Heinrich von Herzogenberg (1843-1900) is one of those composers on the margins of music history we love to write about here at Ionarts. An aristocratic dilettante who became an accomplished composer, Herzogenberg is generally grouped in the more conservative camp of the late 19th century. His prolific output includes eight symphonies, as well as five string quartets and a pile of other chamber music. A faithful Catholic, he composed a large amount of choral music in German for the Lutheran church in Strasbourg, as well as Latin works for Catholic worship. The style, looking back to J.S. Bach and farther, will appeal to choirs that enjoy the music of Bruckner or Josef Rheinberger, for example.

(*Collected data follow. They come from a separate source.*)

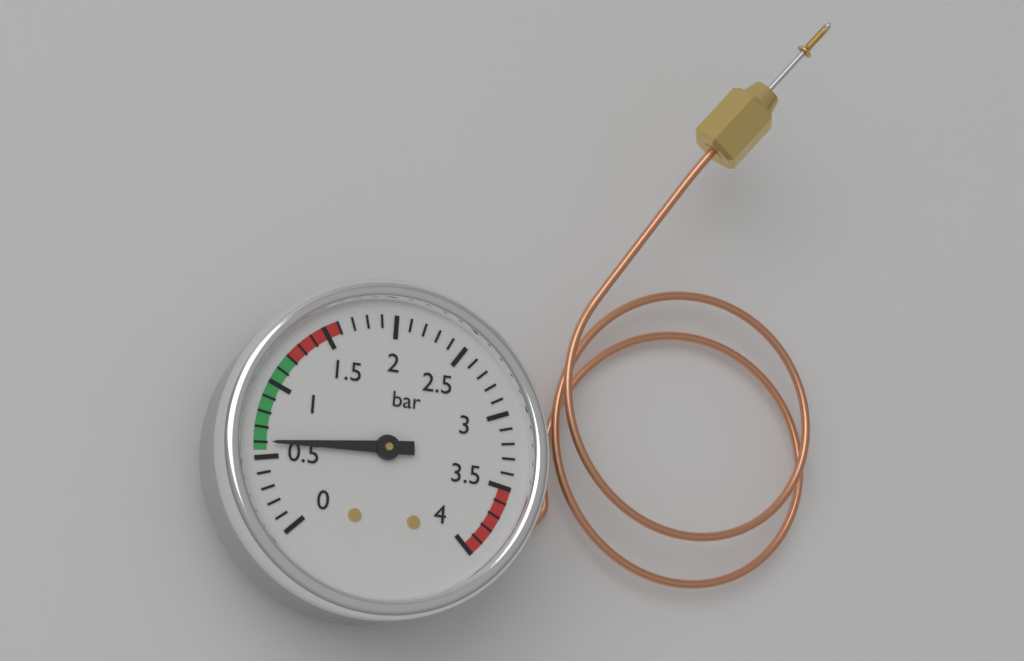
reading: 0.6 bar
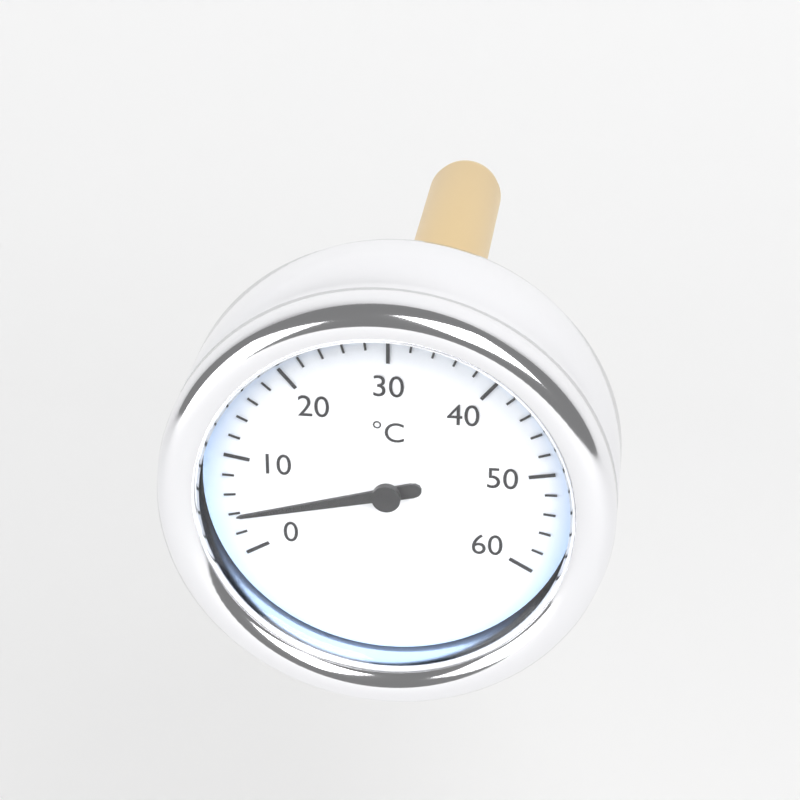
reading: 4 °C
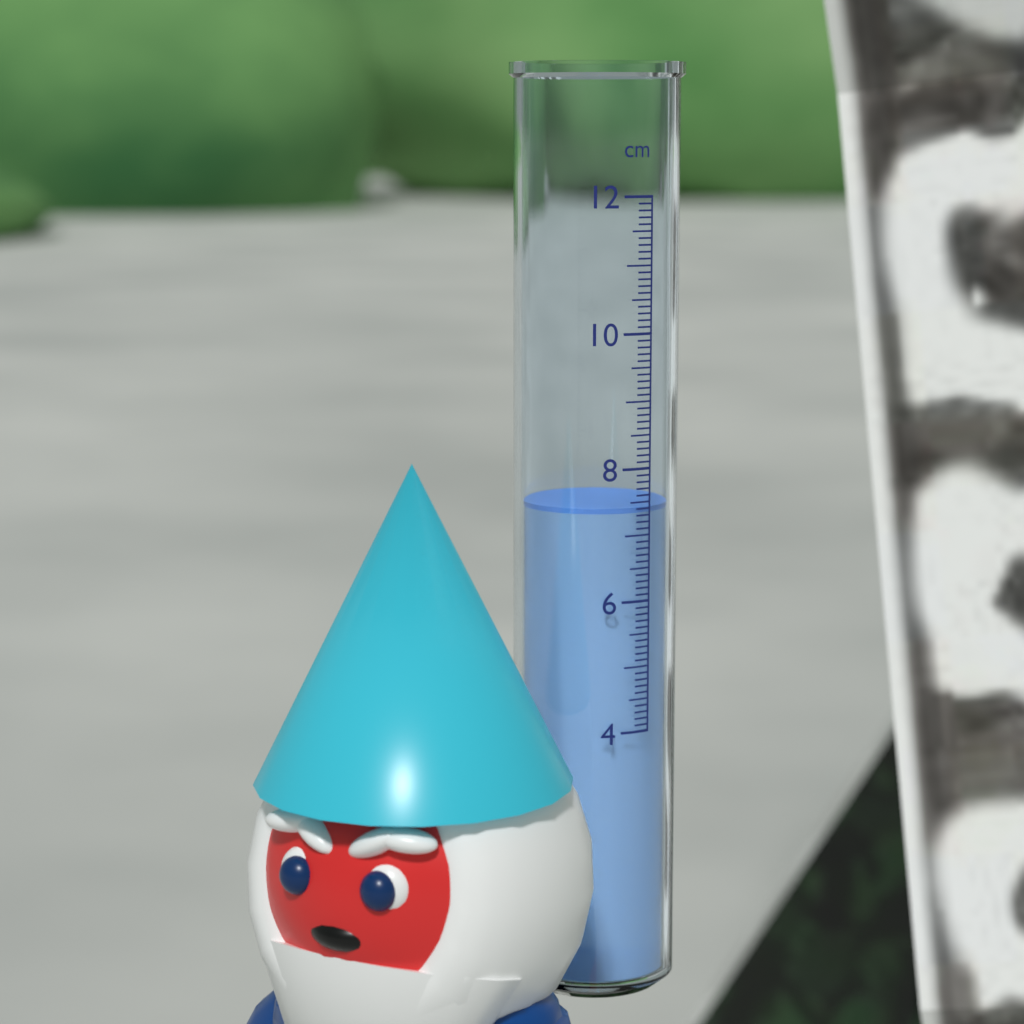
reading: 7.4 cm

The Monteverdichor Würzburg and Thüringen Philharmonie Gotha, under conductor Matthias Beckert, have recorded Herzogenberg's setting of the Latin Requiem Mass, premiered in Leipzig in 1891, as well as two other commemorative works for the dead. Herzogenberg's wife, Elisabeth, died in the year following the performance of the Requiem, and he composed the Totenfeier, a Lutheran cantata, in memory of her, a work that contains many personal touches of their life together. (Elisabeth was also a gifted musician, with some published works for piano, also released recently in recording by CPO. Both husband and wife carried on a lengthy correspondence with Johannes Brahms.) Not long after Elisabeth's passing, Herzogenberg's friend Philipp Spitta died, and the composer created the Begräbnisgesang, op. 88, with his own commemorative text, to be performed at the dedication of a stone marker at Spitta's grave.

The Requiem and Totenfeier should be on the radar of any group that wants to perform yet another Mozart, Brahms, or Verdi Requiem. The Requiem is sung entirely by the chorus, with no parts for soloists. It ends on a consoling, celestial tone, with some barn-burning moments earlier in the work, sung here in a good performance by the full-size chorus composed largely of students from the University of Würzburg. By contrast, the Totenfeier has a less liturgical feel, with dramatic movements for bass soloist especially, but also for soprano, the latter sung with radiant tone by soprano Franziska Bobe, a clarity that recalls Arleen Auger at times.

Also released this summer is a new disc of Herzogenberg's unaccompanied choral works, with liturgical texts proper to Advent, Epiphanytide, Holy Week, and Totensonntag (the last Sunday before Advent in the Lutheran liturgy, a day of prayer for the dead akin to All Souls Day), plus the four motets. Almost all of these pieces thus receive their first recording, in rather lovely and balanced performances by a chamber choir called the Ensemble Cantissimo, directed by Markus Utz, a professor at the Zürcher Hochschule der Künste. (Although not packaged as such, this is the sacred followup to the same group's two volumes of Herzogenberg's secular choral music.) The rediscovery of Herzogenberg's music, much of which was thought destroyed when it was held in Germany by the Edition Peters company during World War II, continues at an exciting pace.